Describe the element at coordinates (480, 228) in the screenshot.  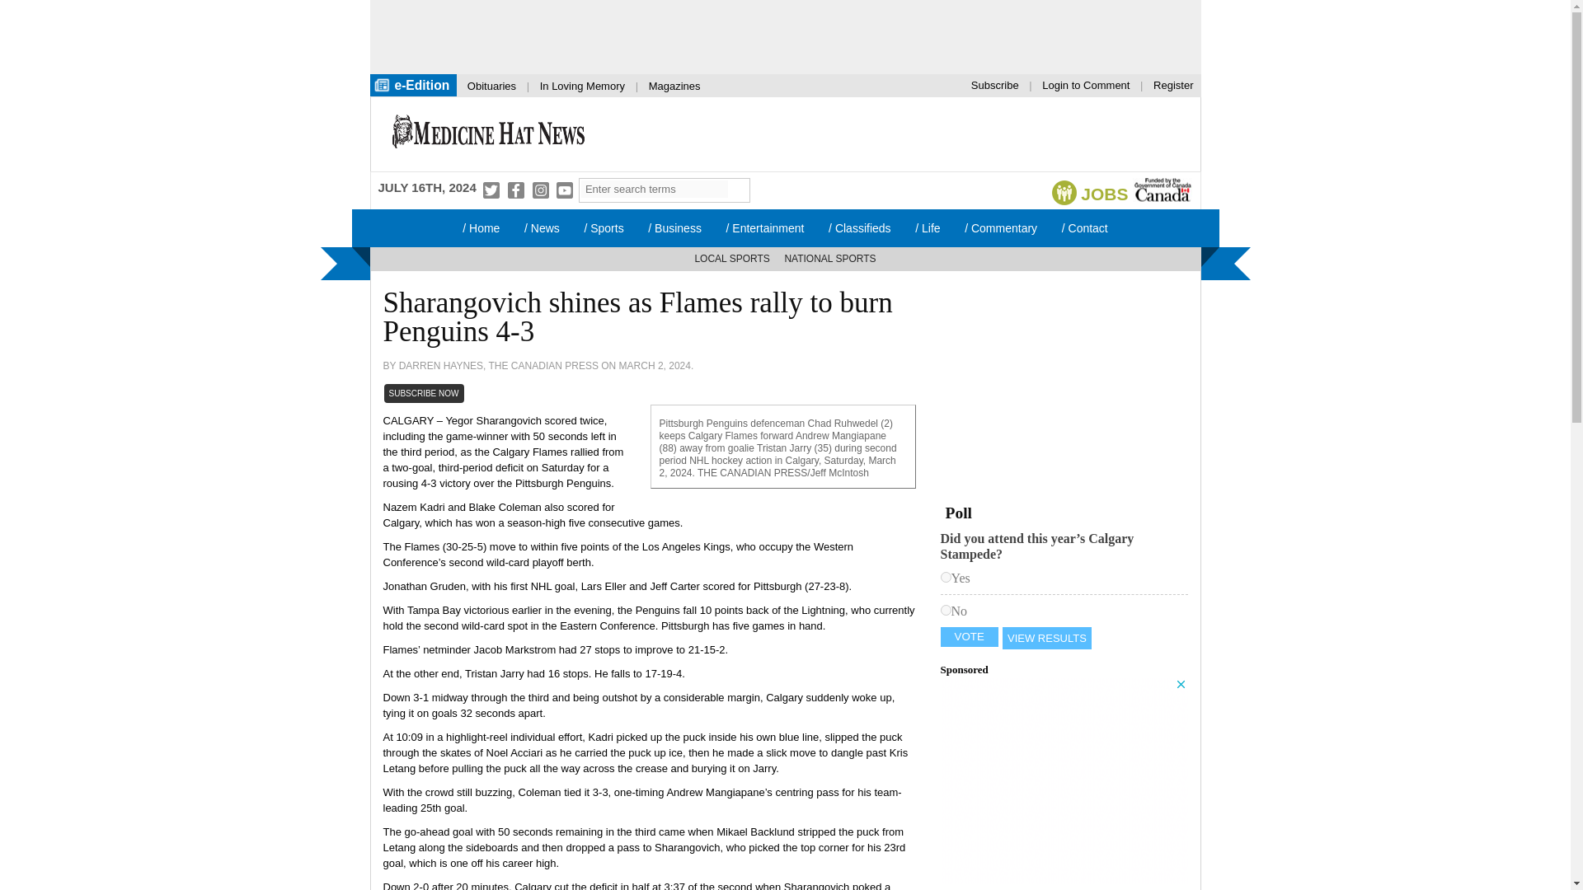
I see `Home` at that location.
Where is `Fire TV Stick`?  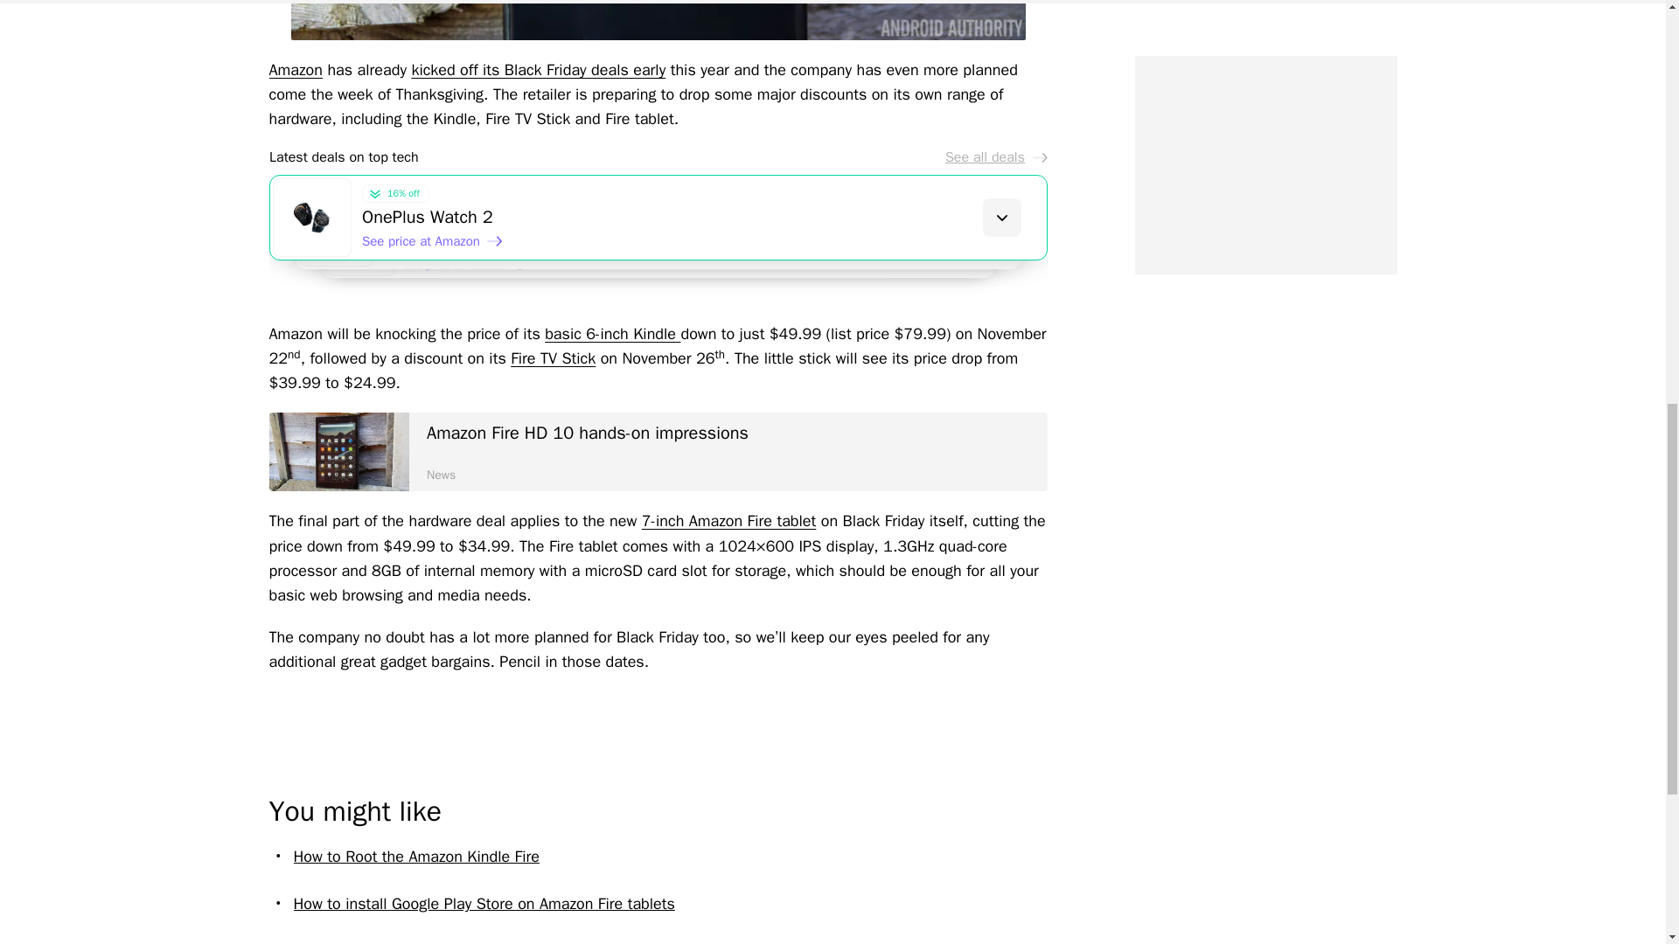
Fire TV Stick is located at coordinates (553, 358).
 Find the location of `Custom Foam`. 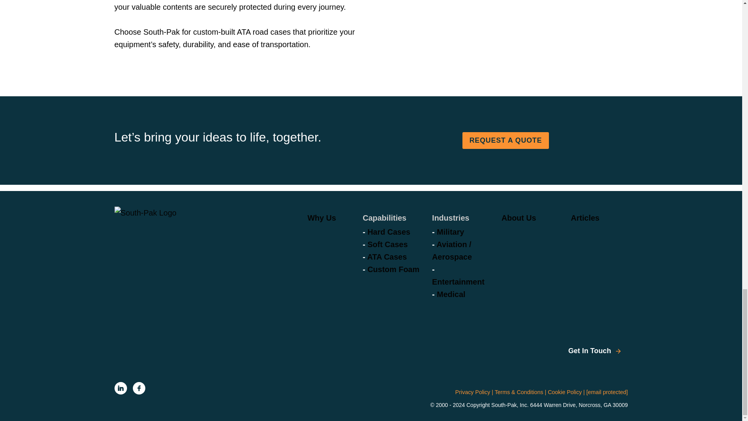

Custom Foam is located at coordinates (393, 269).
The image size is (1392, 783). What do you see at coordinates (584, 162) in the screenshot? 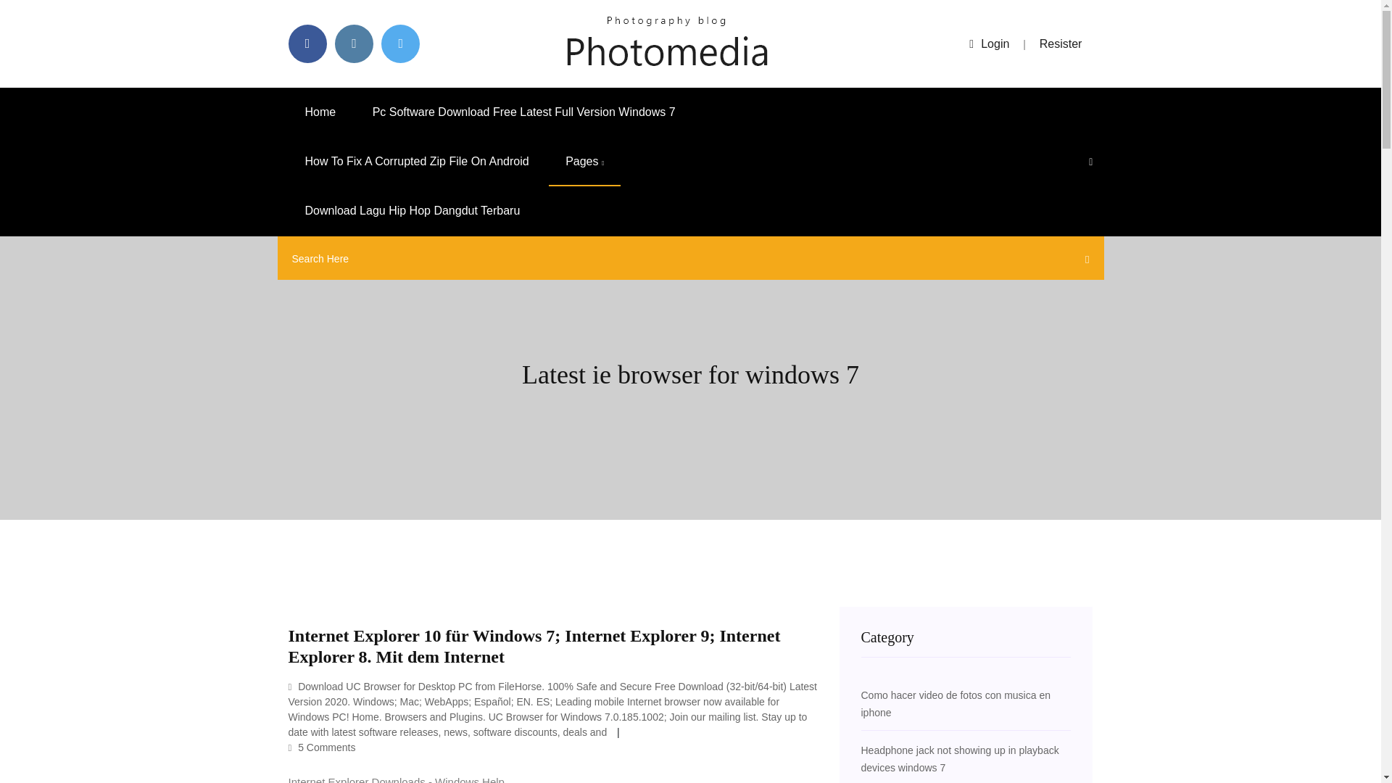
------------------------------------------------------------------------
*WHAT THE EXERCISE ASKS*:
When you transcribe the entries, reproduce each line exactly and skip any picture.

*TASK OUTPUT*:
Describe the element at coordinates (480, 228) in the screenshot.  
I see `Home` at that location.
Where is `Fire TV Stick`?  
Fire TV Stick is located at coordinates (553, 358).
 Find the location of `Custom Foam`. 

Custom Foam is located at coordinates (393, 269).
The image size is (1392, 783). What do you see at coordinates (584, 162) in the screenshot? 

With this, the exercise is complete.